Elon Musk in front of a background of court gavels.

This is the same guy who keeps insisting he’s a simple country CEO being tricked by sophisticated lawyers. But the courtroom doesn’t care about your brand. It cares about whether you can answer a straight question. And Musk couldn’t.

The irony is thick. Musk has spent years positioning himself as the ultimate disruptor—someone who plays by his own rules and wins. But in a federal courtroom, that persona is a liability. The judge doesn’t care about your Twitter following. The jury doesn’t care about your rocket launches. They care about credibility, and Musk spent hours burning his.
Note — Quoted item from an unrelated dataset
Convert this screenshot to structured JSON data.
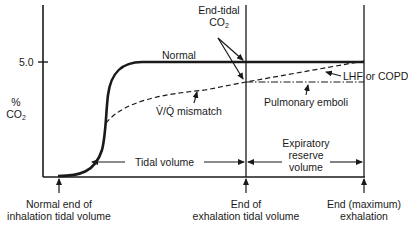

I’ve covered a lot of tech CEO testimonies. Most of them are boring. They’re coached, polished, and deliberately forgettable. Musk’s was the opposite—it was riveting in the worst way. Every refusal to answer, every snide remark, every moment of selective amnesia just made him look less trustworthy.

And the worst part? He’s doing it to himself. No one forced him to take the stand. No one made him act like a petulant teenager in a room full of adults. He could have just said “yes” and “no” and been done with it. But that’s not who he is.

By the end of the day, I wasn’t just sympathetic to Altman—I was genuinely impressed he’d kept his cool through years of dealing with this. Musk’s worst enemy in court isn’t the lawyers, the judge, or the jury. It’s the guy in the mirror.